“There
was once a consensus in America that higher education was a public good,”
Rawlings says. “What is new now, and radically different, is that after five,
six, seven years in reductions in state funding for higher education, the whole
system is under stress.”
I’ve never thought of higher education as a
public good. After all, at the
University of Virginia (a public school), there is both excludability and
rivalrous consumption. Many students who
would want to attend UVA are kept out (excludability) and even those admitted
find themselves fighting to gain one of the limited spots in the classes they
hope to enroll in. The classes are limited in size because they, on average,
exhibit the qualities of rivalrous consumption – the more people in the class, the
less you enjoy it [can’t participate/ask questions as much, distracted by
classmates who are on Facebook, etc].
So from that view, it is not clear at all that higher public education is
a public good.
However, Rawlings was considering not the actual
education but the effects of higher education when declaring it to be a public
good. Bill Clinton explained it well in his speech at the Democratic National
Convention:
“It turns out
that advancing equal opportunity and economic empowerment is both morally right
and good economics, because discrimination, poverty and ignorance restrict
growth, while investments in education, infrastructure and scientific and
technological research increase it, creating more good jobs and new wealth for
all of us.”
The benefits of
having public colleges affect everyone.
More people are educated, which means they (theoretically at least) have
better jobs or are more productive at their jobs. Consequently, they are able to create better
products or perform services better for the rest of us to buy. They can also create new technology. Since others having an education makes us all
collectively better, the idea behind public goods is that we should all help
pay for this education; otherwise public education will be under-consumed. Since people won’t help pay on their own (due
to the free rider effect), the government enforces it through taxation.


Task details. Across the lines of the records below, how many have the string "pixels" in them? Answer with the number alone.

[Data extracts — start]

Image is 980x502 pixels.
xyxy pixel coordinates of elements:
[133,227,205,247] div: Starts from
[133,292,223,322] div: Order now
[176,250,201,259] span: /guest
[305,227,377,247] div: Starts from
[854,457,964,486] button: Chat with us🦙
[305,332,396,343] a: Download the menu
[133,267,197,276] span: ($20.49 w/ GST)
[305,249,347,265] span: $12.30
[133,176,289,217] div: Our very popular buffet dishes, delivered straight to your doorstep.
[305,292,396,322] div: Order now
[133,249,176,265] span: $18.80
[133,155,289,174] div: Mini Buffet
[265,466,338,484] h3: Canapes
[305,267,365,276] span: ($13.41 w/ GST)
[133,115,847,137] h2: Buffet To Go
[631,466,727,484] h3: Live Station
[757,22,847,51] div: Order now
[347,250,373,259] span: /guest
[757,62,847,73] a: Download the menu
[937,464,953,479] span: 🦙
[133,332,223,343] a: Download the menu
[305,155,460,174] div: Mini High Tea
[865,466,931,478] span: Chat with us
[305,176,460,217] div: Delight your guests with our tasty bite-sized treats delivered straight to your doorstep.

[Data extracts — finish]
[Data extracts — start]

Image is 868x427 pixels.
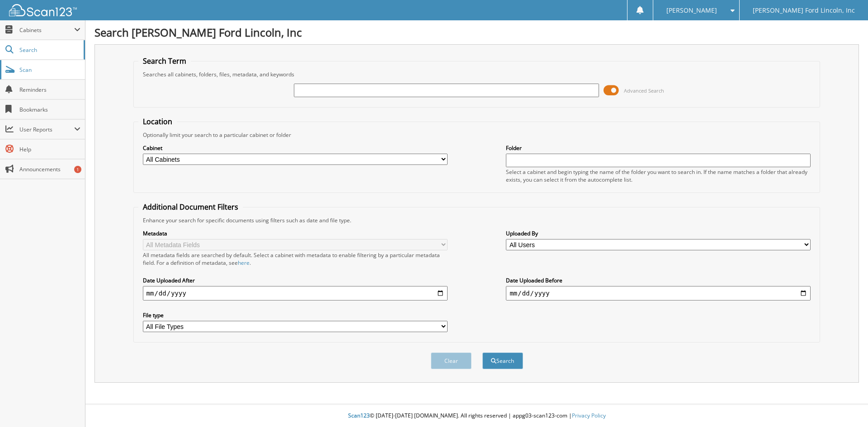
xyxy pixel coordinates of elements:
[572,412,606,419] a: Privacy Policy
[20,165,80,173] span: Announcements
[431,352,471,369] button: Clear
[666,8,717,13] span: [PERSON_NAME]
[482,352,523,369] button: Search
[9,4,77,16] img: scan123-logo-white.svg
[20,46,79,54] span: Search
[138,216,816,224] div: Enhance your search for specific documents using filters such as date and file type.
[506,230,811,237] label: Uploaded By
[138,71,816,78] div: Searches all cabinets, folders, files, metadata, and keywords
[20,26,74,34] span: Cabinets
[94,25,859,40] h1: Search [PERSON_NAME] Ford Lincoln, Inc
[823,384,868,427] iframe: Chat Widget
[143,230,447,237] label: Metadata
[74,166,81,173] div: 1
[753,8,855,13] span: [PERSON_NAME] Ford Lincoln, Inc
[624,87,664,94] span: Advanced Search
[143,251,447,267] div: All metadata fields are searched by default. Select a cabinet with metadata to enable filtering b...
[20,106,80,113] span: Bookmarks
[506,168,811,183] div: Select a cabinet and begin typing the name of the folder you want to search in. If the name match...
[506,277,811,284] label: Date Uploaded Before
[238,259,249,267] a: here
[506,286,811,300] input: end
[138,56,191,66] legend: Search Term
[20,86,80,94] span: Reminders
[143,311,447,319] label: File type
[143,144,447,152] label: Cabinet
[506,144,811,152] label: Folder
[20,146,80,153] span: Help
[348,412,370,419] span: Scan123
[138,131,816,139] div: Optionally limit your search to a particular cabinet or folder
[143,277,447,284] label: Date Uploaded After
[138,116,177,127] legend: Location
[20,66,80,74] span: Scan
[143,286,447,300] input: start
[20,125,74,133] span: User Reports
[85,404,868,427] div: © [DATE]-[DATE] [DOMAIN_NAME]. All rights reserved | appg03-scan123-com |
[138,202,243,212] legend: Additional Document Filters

[Data extracts — finish]
[Data extracts — start]

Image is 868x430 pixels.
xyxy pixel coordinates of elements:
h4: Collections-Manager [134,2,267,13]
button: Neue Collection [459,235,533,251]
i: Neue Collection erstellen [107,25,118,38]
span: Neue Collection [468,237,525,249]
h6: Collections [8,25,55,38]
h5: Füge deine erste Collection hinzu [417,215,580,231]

[Data extracts — finish]

Task response. 3